Piter swallowed hard, looking defeated. “You mean, like in an emergency beam dump?”

Dumenco nodded vigorously. “Yes! Even a microgram of antimatter would have caused such a devastating explosion. It would leave a glassy crater, and the electromagnetic pulse it generated would knock out electrical power systems for kilometers around.”

“Just like we saw,” Craig said, growing excited. “And Ben Goldfarb got shot in one of those substations.”

Dumenco looked over at Piter again. “If your results suddenly showed a dramatic increase in p-bar production this morning, that means another . . . diversion trap has been removed. The beam fluctuations we observed early yesterday morning could have been due to the crystal-lattice trap saturating.”

“But why would somebody want to steal p-bars?” Paige asked.

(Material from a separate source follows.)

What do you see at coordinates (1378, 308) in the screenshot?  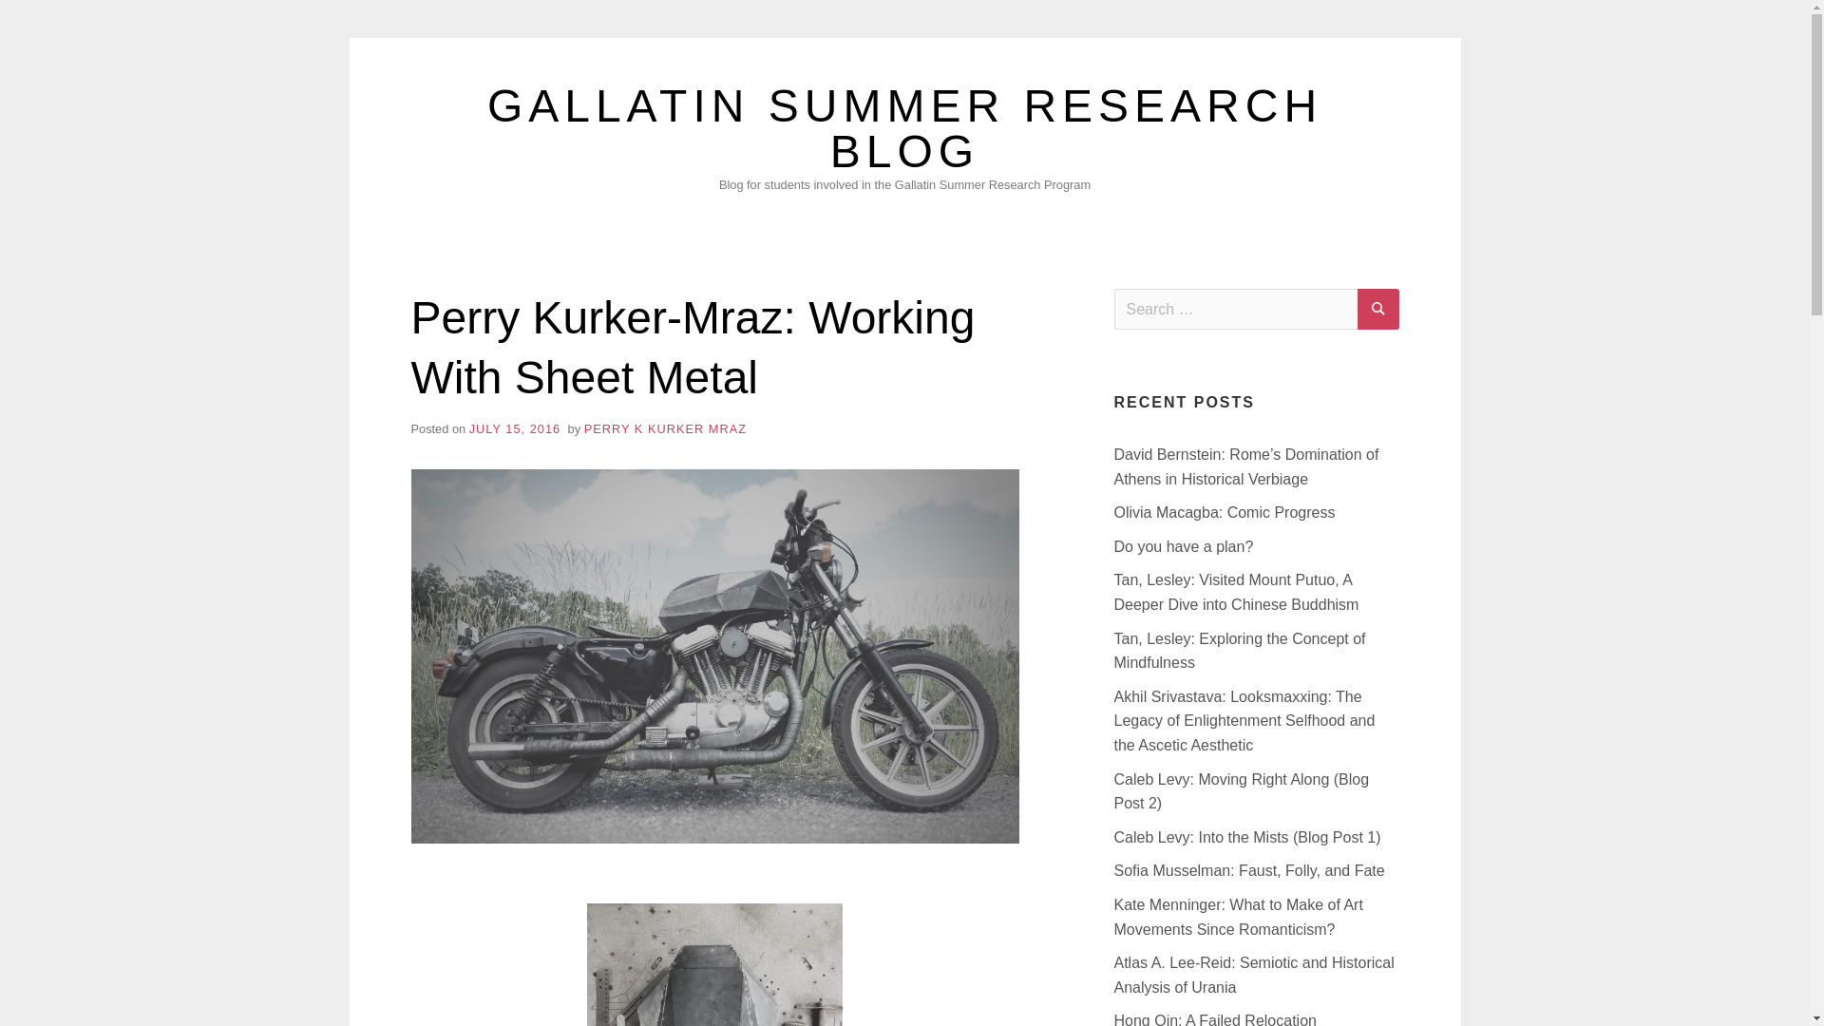 I see `Search` at bounding box center [1378, 308].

Piter looked down at her, and his voice had a sort of condescension, a withering disappointment because she didn’t intuitively know the answer to her own question. “It’s
antimatter
, Paige. Extremely rare, extremely difficult to create. It has thousands of high-technology uses.”

“I sent Jackson over there earlier to look around,” Craig said in alarm. “If somebody is trying to leave with an antimatter trap, we can catch him, see what he intends to do. I need to call for backup.”

Craig snatched the sunglasses out of his pocket and pointed to Piter. “Let’s go out there, Dr. Piter, now that we know what to look for. Maybe that’s what Goldfarb stumbled onto.”

Flustered, Nels Piter turned and followed him out of the room.